The EOL trap: why "just upgrade" isn't simple anymore
Pre-Broadcom, the answer to EOL was a weekend upgrade cycle. Now upgrading from 7.x means adopting a VCF/VVF per-core subscription, the very price increase you may be trying to avoid (see how the new licensing works). That's why the EOL date and the renewal quote have collapsed into a single decision: pay Broadcom's new price, or use the deadline to move.

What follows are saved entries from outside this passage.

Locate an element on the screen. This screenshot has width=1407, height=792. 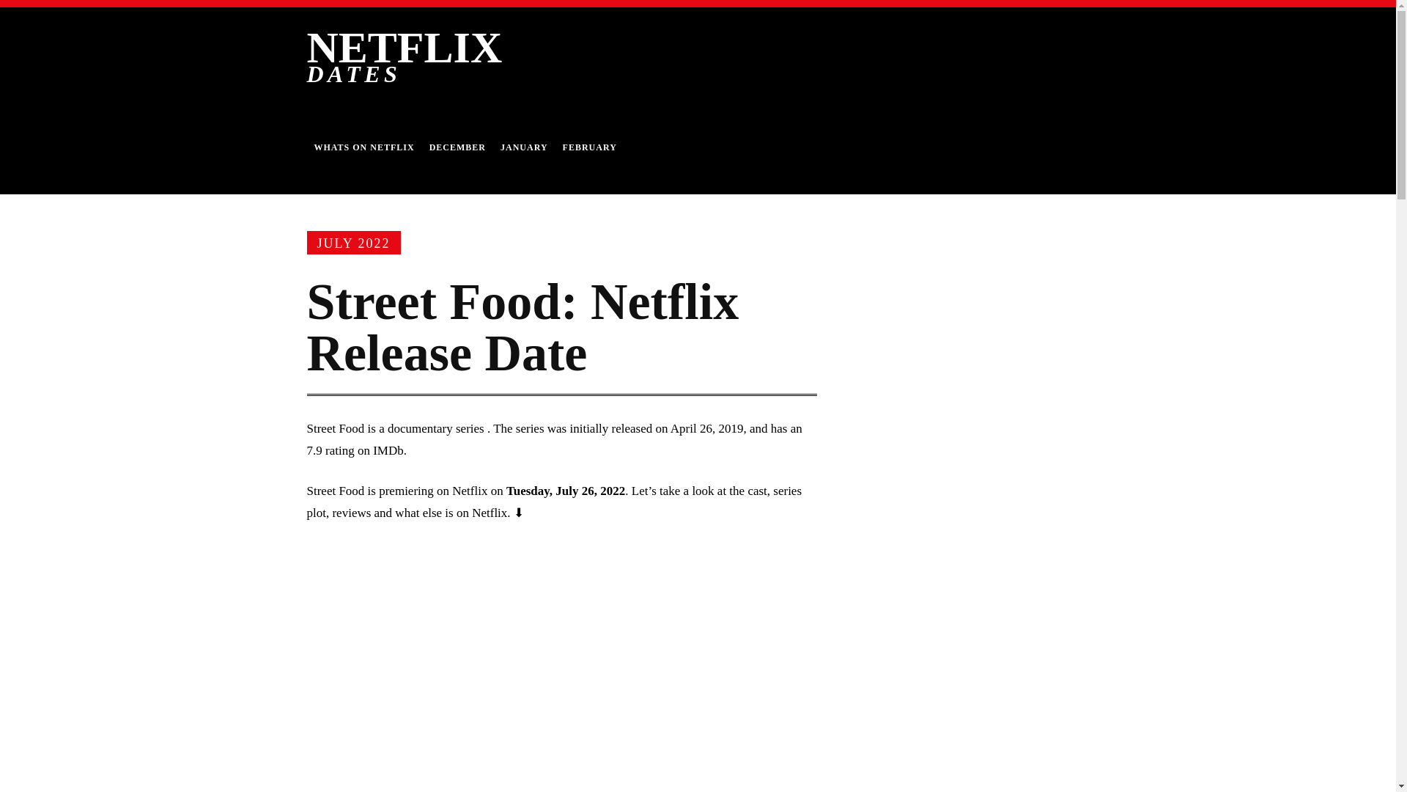
JULY 2022 is located at coordinates (353, 242).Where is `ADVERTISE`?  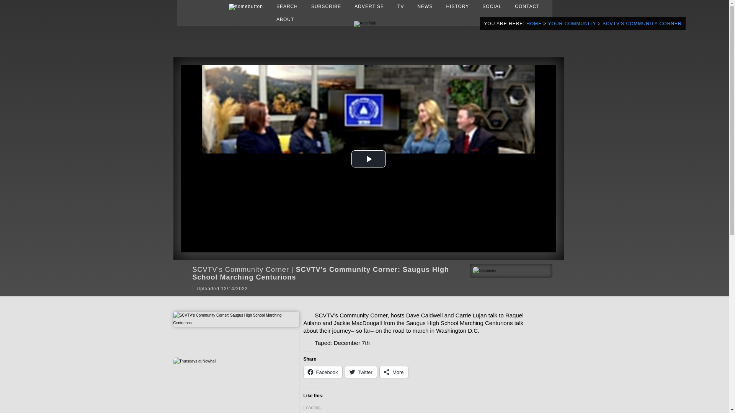 ADVERTISE is located at coordinates (369, 6).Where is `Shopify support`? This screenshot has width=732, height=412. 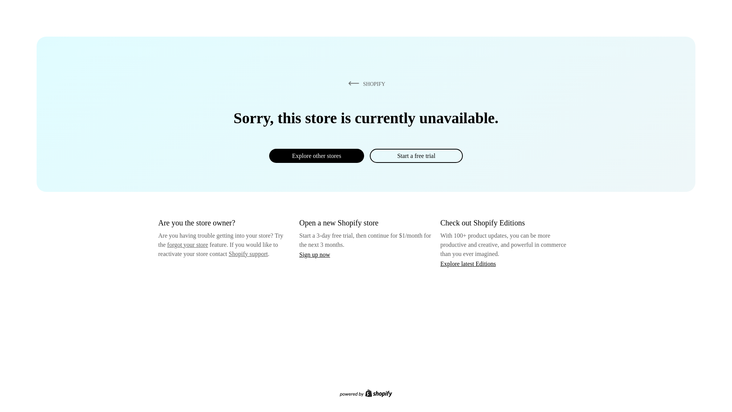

Your options at end of life
| Option | What it means | Best when |
|---|---|---|
| Upgrade + subscribe | Move to vSphere 8 / VCF 9 on per-core subscription direct with Broadcom | Deep VMware dependencies, budget absorbs the increase |
| Move to a managed VMware provider | Run current, supported VMware in a provider's cloud at VCSP scale pricing | You want vSphere without Broadcom's direct pricing, see providers |
| Migrate platforms | Replatform to Nutanix, Proxmox, Hyper-V, or OpenShift | Hardware refresh due anyway; long-term cost control is the goal, see comparisons |
| Third-party support (bridge) | Independent support firms keep lights on while you execute a plan | Buying 6–18 months of runway, not a destination |
| Do nothing | Run unsupported and accept the exposure | Honestly: almost never defensible past a short, planned window |
Recommended action by where you are
- On 6.5/6.7: You're years past safe. Treat this as an active incident-in-waiting; pick a destination and a timeline this quarter.
- On 7.0: Past EoGS as of April 2025. Don't burn effort on an in-place upgrade to 8 unless you've already decided to stay and pay, evaluate alternatives first, because migration effort is similar either way.
- On 8.0: You have until October 2027, enough runway to do this right, not enough to defer it past your next budget cycle. A typical mid-market migration takes 3–9 months (cost guide).
- Perpetual with active SnS: Find your exact support expiry date today. That date, not the EOL date, is your real planning horizon.
Not sure which bucket you're in or what the move costs? A free assessment gives you a dated, priced plan in days.